Scientific American reads like a romance novel. “Mario Krenn recalls sitting at a cafe in Vienna” poring over computer printouts. What the f ever. Just tell us about the quantum entanglement thingy.
There is no artificial intelligence here, even though the writer of prose says it is. If it was artificial intelligence, it would say, hey Mario, here is a solution that you hadn’t thought of. But it didn’t. It printed out a bunch of paper that poor Mario had to pore over.
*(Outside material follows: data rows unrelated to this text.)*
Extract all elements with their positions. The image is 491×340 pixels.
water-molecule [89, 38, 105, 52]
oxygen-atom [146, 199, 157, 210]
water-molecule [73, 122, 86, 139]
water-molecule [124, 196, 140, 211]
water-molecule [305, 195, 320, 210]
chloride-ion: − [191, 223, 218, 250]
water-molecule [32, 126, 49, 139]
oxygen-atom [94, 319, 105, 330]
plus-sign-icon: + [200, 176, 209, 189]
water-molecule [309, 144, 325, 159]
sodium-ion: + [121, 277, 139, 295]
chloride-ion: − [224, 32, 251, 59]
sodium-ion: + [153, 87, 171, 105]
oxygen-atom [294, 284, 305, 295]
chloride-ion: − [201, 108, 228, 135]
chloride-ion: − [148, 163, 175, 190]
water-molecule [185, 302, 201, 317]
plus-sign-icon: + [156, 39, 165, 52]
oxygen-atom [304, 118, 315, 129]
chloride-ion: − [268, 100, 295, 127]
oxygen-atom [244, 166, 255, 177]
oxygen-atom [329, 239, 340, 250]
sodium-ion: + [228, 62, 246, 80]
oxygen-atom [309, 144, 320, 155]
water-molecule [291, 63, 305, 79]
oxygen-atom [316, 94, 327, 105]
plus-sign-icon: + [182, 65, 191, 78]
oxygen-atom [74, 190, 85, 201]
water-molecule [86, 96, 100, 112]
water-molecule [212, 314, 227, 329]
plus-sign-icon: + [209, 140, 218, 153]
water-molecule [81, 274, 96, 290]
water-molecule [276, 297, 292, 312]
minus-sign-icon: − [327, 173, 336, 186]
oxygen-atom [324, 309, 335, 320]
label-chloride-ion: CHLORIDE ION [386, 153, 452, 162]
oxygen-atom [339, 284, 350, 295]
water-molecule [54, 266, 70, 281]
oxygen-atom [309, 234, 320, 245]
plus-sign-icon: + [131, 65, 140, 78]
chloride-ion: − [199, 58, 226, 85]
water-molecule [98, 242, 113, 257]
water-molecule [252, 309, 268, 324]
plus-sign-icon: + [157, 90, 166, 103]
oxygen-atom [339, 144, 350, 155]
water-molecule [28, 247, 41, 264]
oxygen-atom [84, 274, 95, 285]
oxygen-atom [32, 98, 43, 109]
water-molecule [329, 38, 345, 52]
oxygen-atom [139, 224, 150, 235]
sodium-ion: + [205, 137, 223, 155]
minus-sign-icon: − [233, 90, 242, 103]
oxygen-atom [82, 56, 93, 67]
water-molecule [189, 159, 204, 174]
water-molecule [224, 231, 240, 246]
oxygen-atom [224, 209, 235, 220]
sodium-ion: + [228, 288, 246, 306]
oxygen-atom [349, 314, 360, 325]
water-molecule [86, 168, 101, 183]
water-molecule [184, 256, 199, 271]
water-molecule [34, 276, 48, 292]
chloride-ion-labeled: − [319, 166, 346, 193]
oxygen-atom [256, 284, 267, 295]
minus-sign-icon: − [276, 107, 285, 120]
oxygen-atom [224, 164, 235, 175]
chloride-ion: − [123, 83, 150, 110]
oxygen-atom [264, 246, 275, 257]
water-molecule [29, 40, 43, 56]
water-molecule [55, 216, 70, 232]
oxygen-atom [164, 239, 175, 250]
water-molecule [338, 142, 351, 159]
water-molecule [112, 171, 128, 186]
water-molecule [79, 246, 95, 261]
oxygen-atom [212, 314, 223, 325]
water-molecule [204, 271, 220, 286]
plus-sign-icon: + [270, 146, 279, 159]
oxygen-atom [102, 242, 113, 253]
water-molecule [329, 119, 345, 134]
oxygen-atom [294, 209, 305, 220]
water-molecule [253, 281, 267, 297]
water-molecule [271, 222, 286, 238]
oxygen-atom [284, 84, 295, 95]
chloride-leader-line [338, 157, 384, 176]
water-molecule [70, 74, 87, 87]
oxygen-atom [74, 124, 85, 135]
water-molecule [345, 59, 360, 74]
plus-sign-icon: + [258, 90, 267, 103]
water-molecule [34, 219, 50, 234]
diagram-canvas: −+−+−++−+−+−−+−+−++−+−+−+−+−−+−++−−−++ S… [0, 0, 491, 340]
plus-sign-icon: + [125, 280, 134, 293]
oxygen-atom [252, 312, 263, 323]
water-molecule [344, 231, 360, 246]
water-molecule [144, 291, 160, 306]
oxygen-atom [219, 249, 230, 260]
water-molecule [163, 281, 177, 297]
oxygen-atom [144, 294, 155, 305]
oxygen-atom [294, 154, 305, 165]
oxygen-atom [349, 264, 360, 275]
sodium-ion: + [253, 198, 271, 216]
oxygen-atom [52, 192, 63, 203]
It’s a computer program. Algorithms are like instructions, they do whatever they are written to do. Given enough variability, they can do unexpected things. They can be long and complex. This does not make them intelligent, artificial or otherwise. Supercomputers are very fast at processing calculations and executing instructions. The reason they aren’t intelligent is because they don’t have the processing power of even a small rodent.
“Algorithms are like instructions, they do whatever they are written to do. Given enough variability, they can do unexpected things. “
If they only do what they are expected to do how can they do the unexpected?
“It’s a computer program. Algorithms are like instructions, they do whatever they are written to do.”
Good observation in say, 1975.
Has virtually no application to neural networks, machine learning, and large language models in 2023.
They do their own thing, write their own code, evolve in a direction unanticipated by humans.